Monday, Mar. 01, 1937
"The Trouble"
ARMY WITHOUT BANNERS--Ernie O Malley--Houghton Mifflin ($3.50).
That nation of rhetoricians, the Irish, love to kiss the truth with generous euphemistic smacks, sometimes like to roll the tart bitterness of an understatement on their curly tongues. Such a concentrated less-than-truth is "The Trouble," their phrase for the five years of battle, murder & sudden death (1916-1921). Such Irishmen as Ernie O Malley, who not only saw the Trouble at first hand but did their best to help it along, referred to it simply as "the scrap." But as Author O Malley well knows, and as his Army Without Banners well shows, those troublous scraps were quilted together into a guerrilla pattern that nearly drove the British crazy, finally blanketed Ireland in Revolution.
Earnan O Maille, to give him his Gaelic, was a boy of 18 when the Trouble started. Old Mother Ireland and her woes meant little to him: his family were gentry and his childhood in Mayo and Dublin had been governess-guarded. But when the guns began to pop in Dublin's Easter Week rising, O Malley's heart told him that he was Irish too. He sneaked out of the house after dark, joined a pal who had a rifle, took turns firing at British rifle flashes. Soon he had joined the Irish Republican Army as a volunteer, left home for good. His governessy upbringing rubbed off fast. He was made an officer, sent out to organize country districts, given such perilous jobs as disguising himself as a British officer. He had to change his name often. Once, when his alias was Gallagher, the friendly countrymen called him Kelly, thinking his name might really be Gallagher. Worst thing about his hunted life was the food: everlasting bacon & cabbage, and "strong tea that a mouse could trot on."
O Malley and his men had many a brush with the police, the Black & Tans, the British soldiers, waged a waspish war attacking isolated barracks and police stations, barricading roads, ambushing convoys. He was wounded half a dozen times. One unlucky morning he was captured. Put through a grisly third-degree, beaten up, constantly threatened with death, he was finally clapped into Kilmainham Gaol, Dublin's strongest. Few months later, before his identity had been discovered, he and a few bold comrades escaped. A seasoned veteran now at 24, O Malley was sent back to his guerrilla battlefield, this time with 7,000 men in his command. He found the revolutionary movement driven literally underground, with headquarters in dugouts, but with a new spirit of hope: the lost cause was beginning to win. While he was planning bigger and better raids, peace came at last.
A real Irish stew of a book, Army Without Banners has a smoky flavor, is spudded with hunks of lyrical description, plenty of jagged bones and gristle of realism, and enough meat to go round. Author O Malley has not piled on his horrors as he might: more than once he obviously cuts a grim tale short. But not always. In the worst days of the Trouble, when the British were shooting any Irishman they caught with arms on him. O Malley's men captured three English officers. They were armed. Under standing orders from headquarters, O Malley had them taken out and shot.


**Task:** Print exactly the lines from the one that contains "detect *clothing* in this image." through the final line of the entries below, both included, and nothing else; omit the pictures.

──────── Input data

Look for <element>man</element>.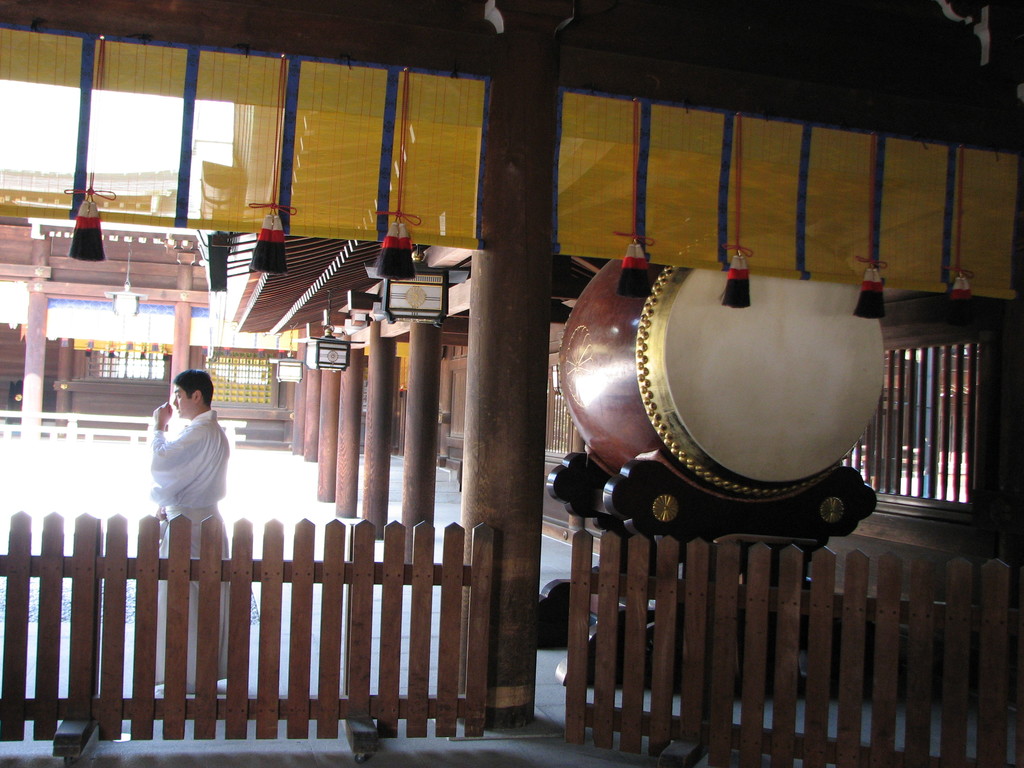
Found: l=142, t=362, r=266, b=547.
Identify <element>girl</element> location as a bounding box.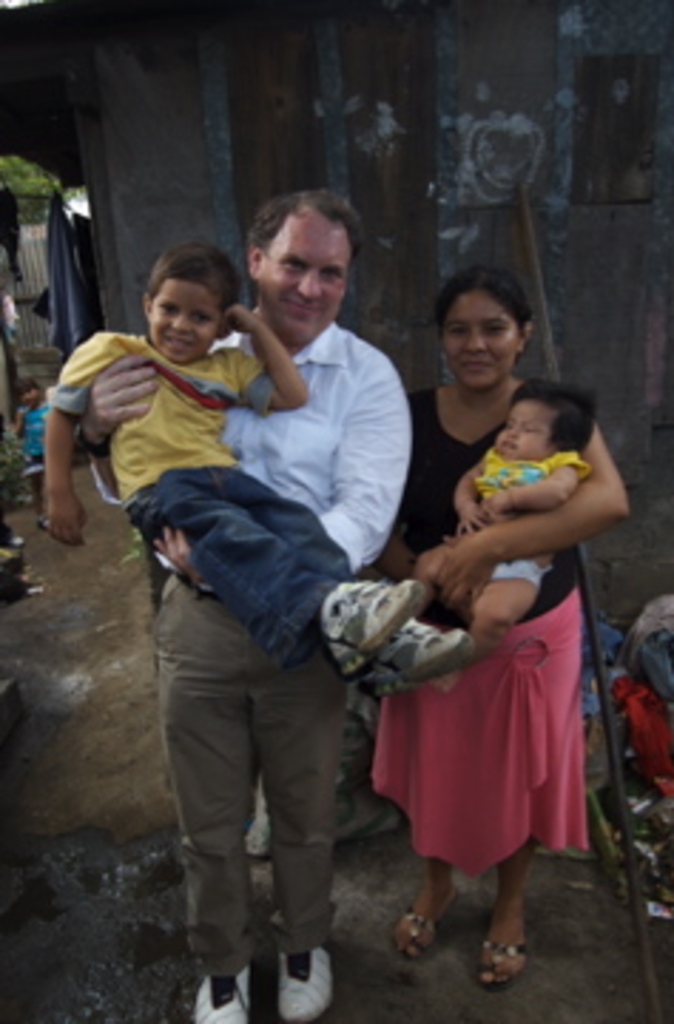
detection(418, 387, 600, 691).
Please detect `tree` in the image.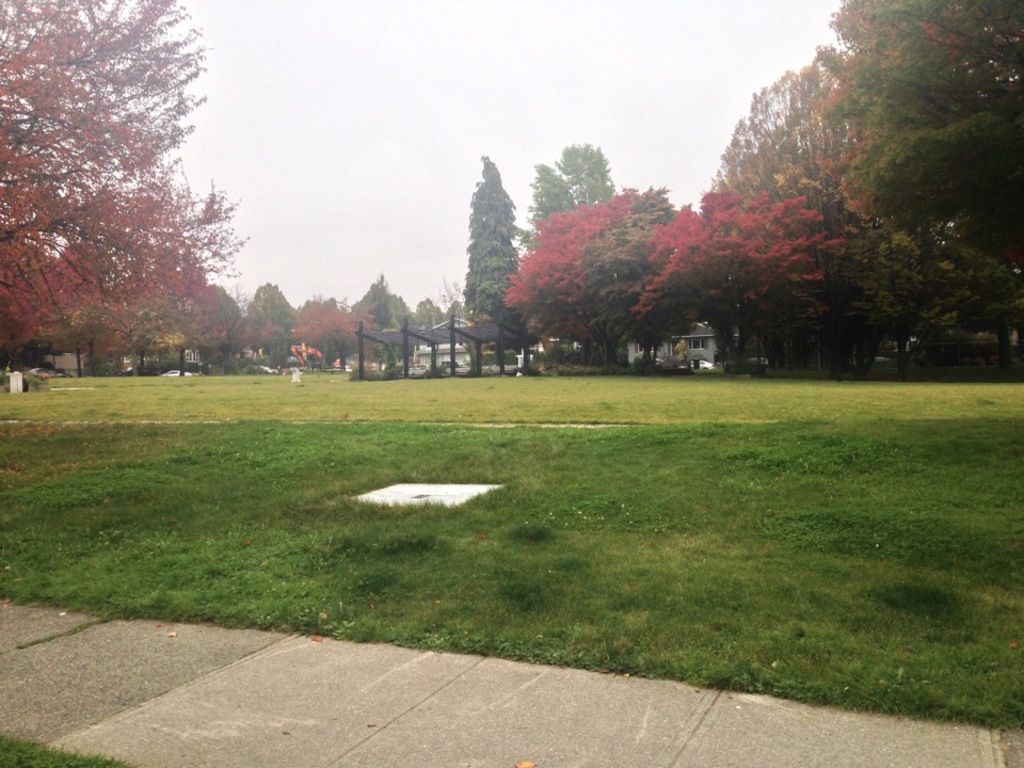
rect(576, 185, 690, 383).
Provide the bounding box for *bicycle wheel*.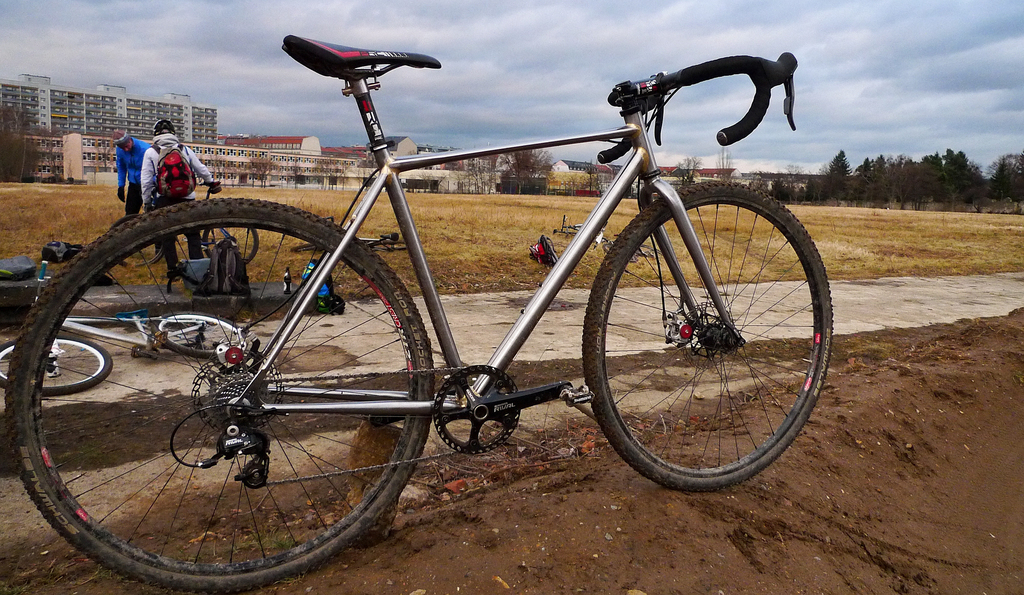
371,239,410,250.
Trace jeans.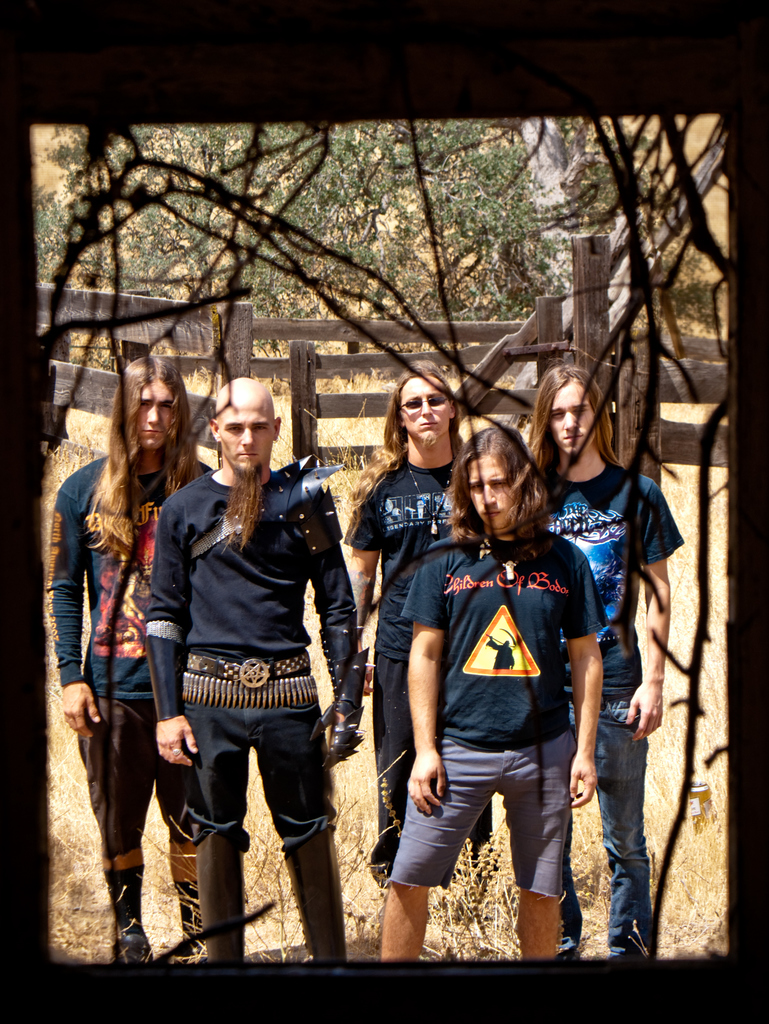
Traced to detection(90, 701, 201, 848).
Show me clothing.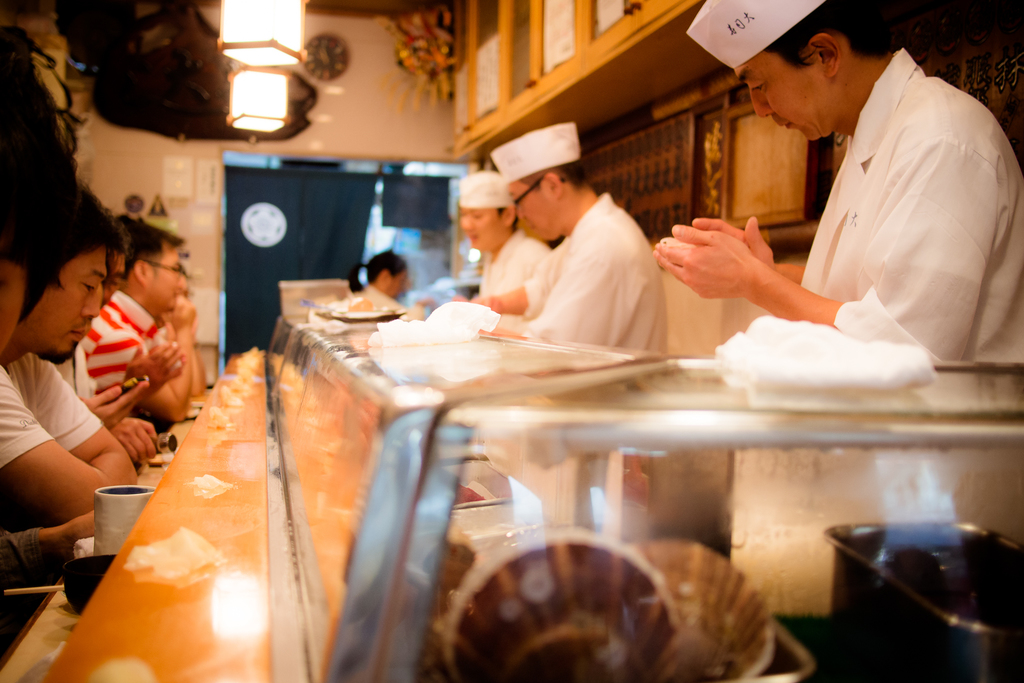
clothing is here: <box>519,187,666,358</box>.
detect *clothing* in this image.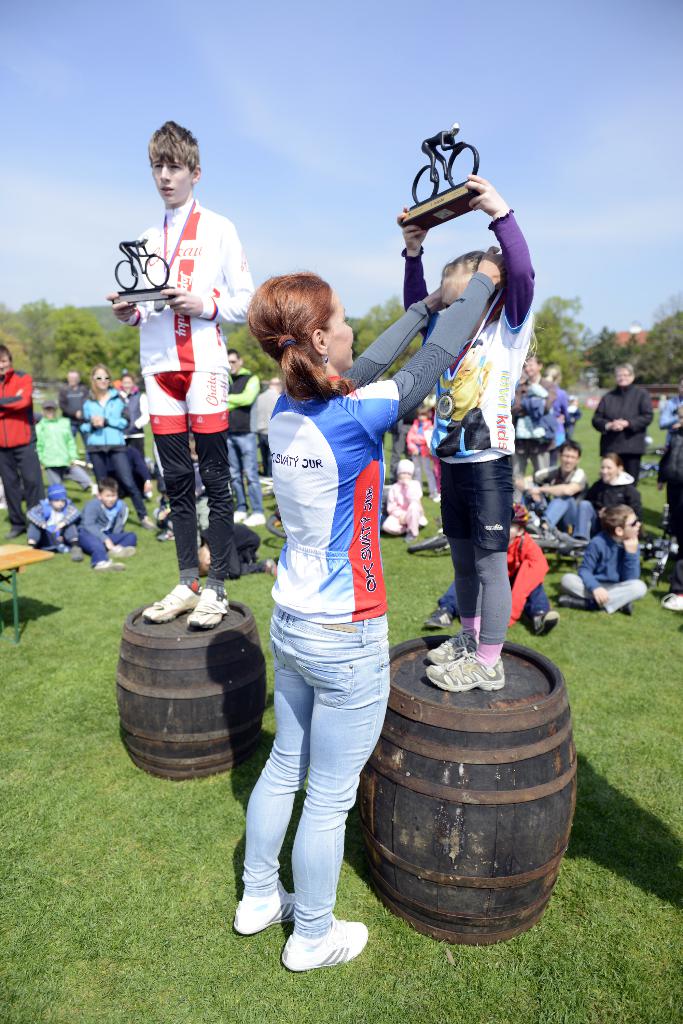
Detection: <bbox>378, 475, 424, 536</bbox>.
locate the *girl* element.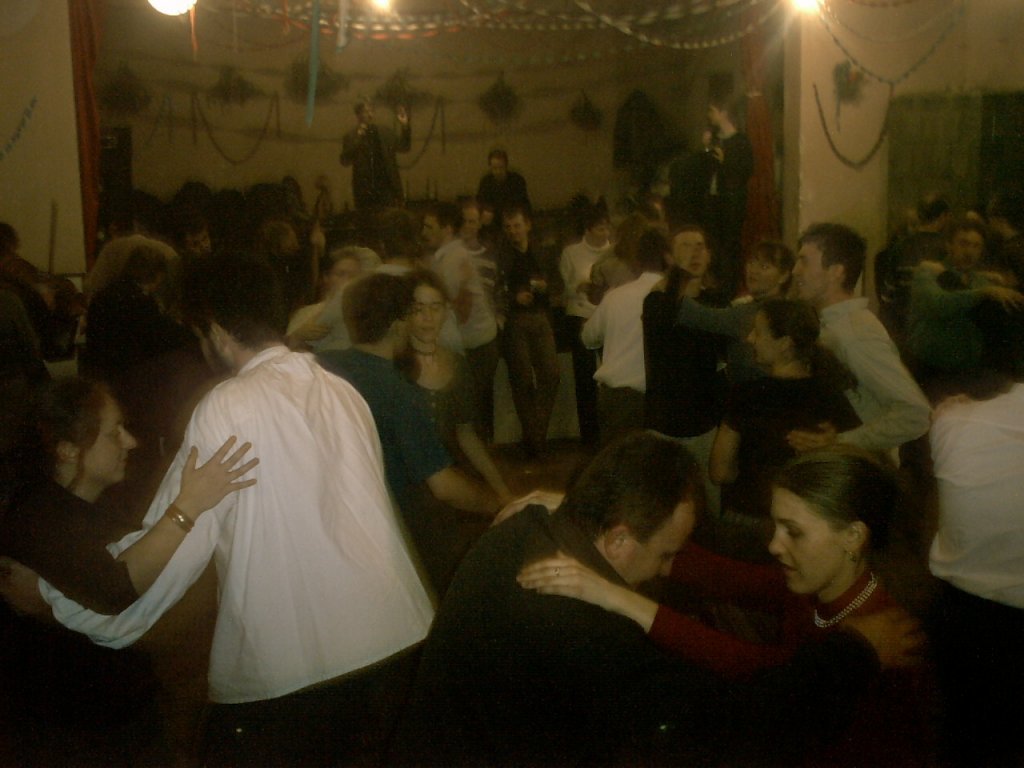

────────────────

**Response area:**
detect *clothing* in this image.
Detection: <bbox>378, 475, 424, 536</bbox>.
locate the *girl* element.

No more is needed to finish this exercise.